10 favourite Digital Humanities projects about ‘class, gender, and race’

I am not sure that these particular projects had the explicit intent to expound ‘class, gender, race’, at least not seen through a blustery politics-in-the-wild lens. But still, apart from their significant scholarly contributions, they do put to rest the accusation that computing in the humanities is at odds with those scholars who can only engage with these subjects through the singular authority of the academic monologue (and thus claim to have a monopoly over the interpretation of ”class, gender, race”)

1) Old Bailey Online 1674-1913. ”The largest body of texts detailing the lives of non-elite people ever published, containing 197,745 criminal trials held at London’s central criminal court.”

2) The Book of King (Firdausis Shahnama), ”Completed in eastern Iran around A.D. 1010, is a work of mythology, history, literature and propaganda: a living epic poem that pervades and expresses many aspects of Persian culture. Thousands of manuscript copies of the text, the earliest dating from 1217, exist in libraries worldwide. Hundreds of these are illustrated with miniature paintings, some among the most magnificent masterpieces of Persian art.”

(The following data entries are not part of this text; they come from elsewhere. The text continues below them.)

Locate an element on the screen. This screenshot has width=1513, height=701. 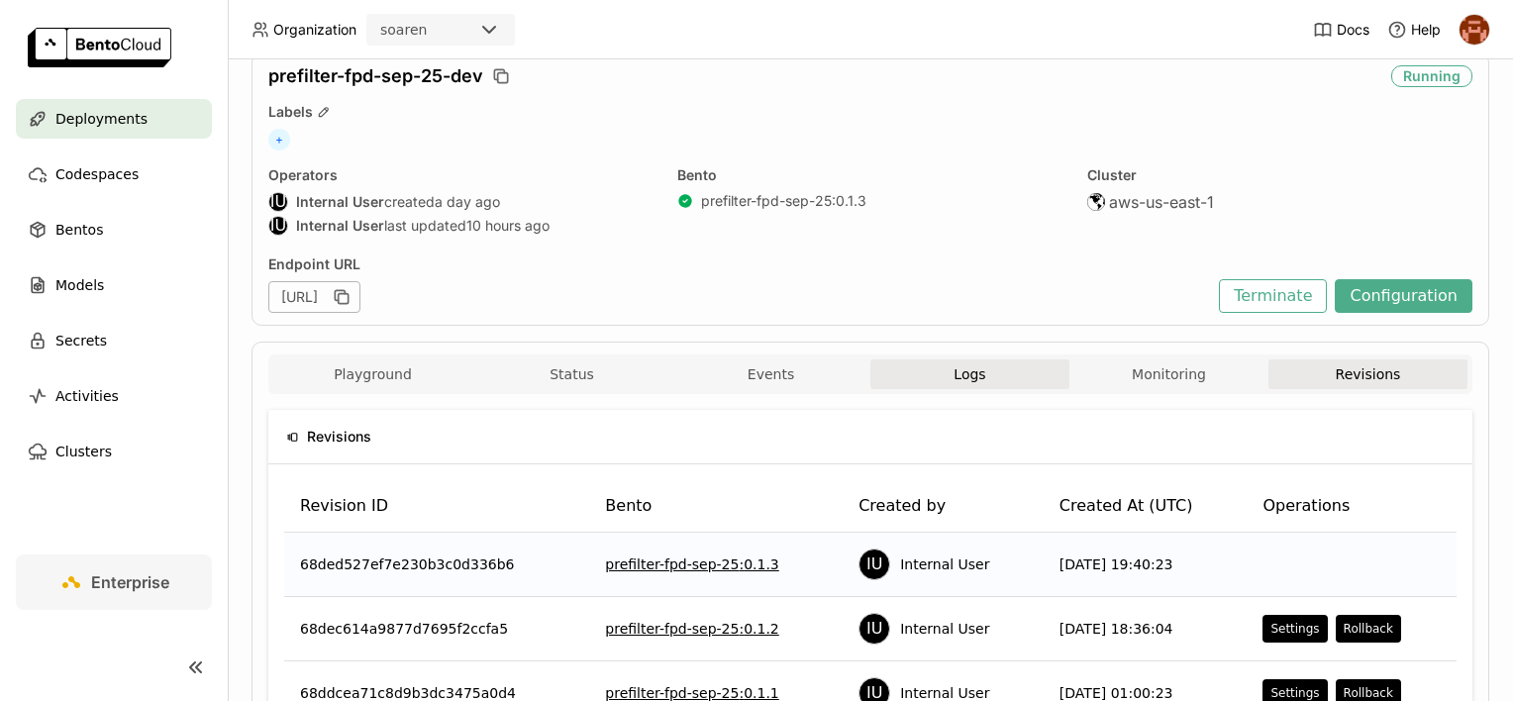
div: created is located at coordinates (460, 202).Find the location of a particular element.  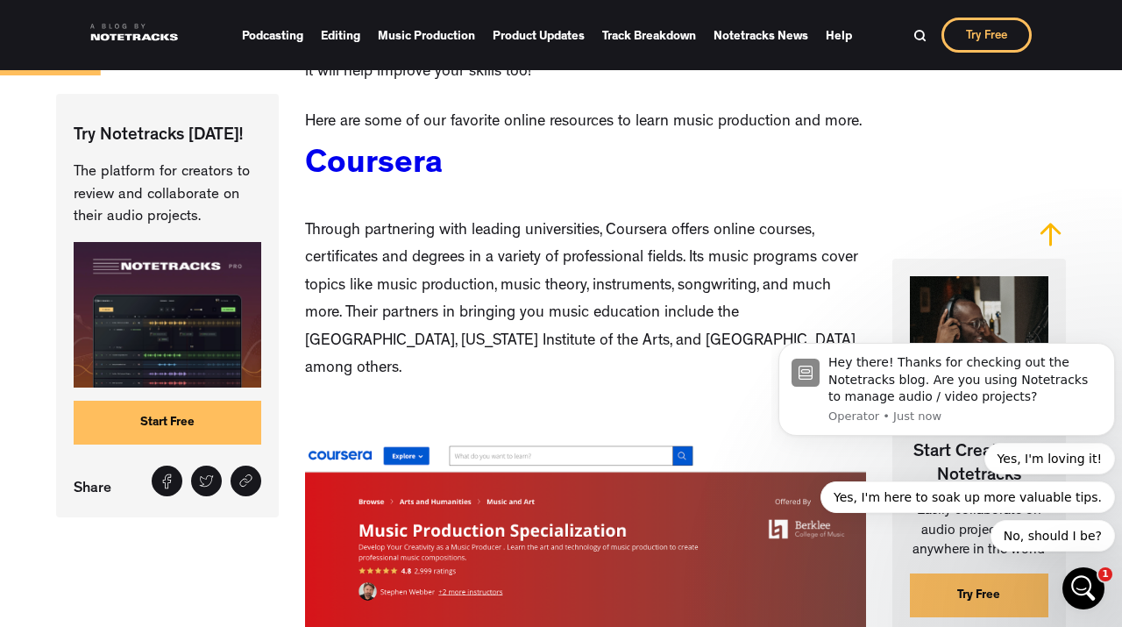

3) Women’s Writers Project. “The Brown University Women Writers Project is a long-term research and publication project focusing on early women’s writing in English. We have been working since 1988 on building an electronic collection of rare and less familiar texts and researching the complex issues involved in representing early printed texts in digital form.”

4) PARADISEC, ”The Pacific and Regional Archive for Digital Sources in Endangered Cultures, offers a facility for digital conservation and access to endangered materials worldwide.”

5) Founders and Survives  ”Is a partnership between historians, genealogists, demographers and population health researchers. It seeks to record and study the founding population of 73,000 men, women, and children transported to Tasmania. Many survived their convict experience and went on to help build a new society.”

6) Profile of a Doomed Elite: “The Structure of English Landed Society in 1066 (in progress)  “Profile of a Doomed Elite uses innovative methods for interpreting the Domesday Book to survey the whole of English landed society on the eve of the Norman Conquest in 1066, identifying landowners at all levels of society from the king and earls down to the parish gentry and even some prosperous peasants”.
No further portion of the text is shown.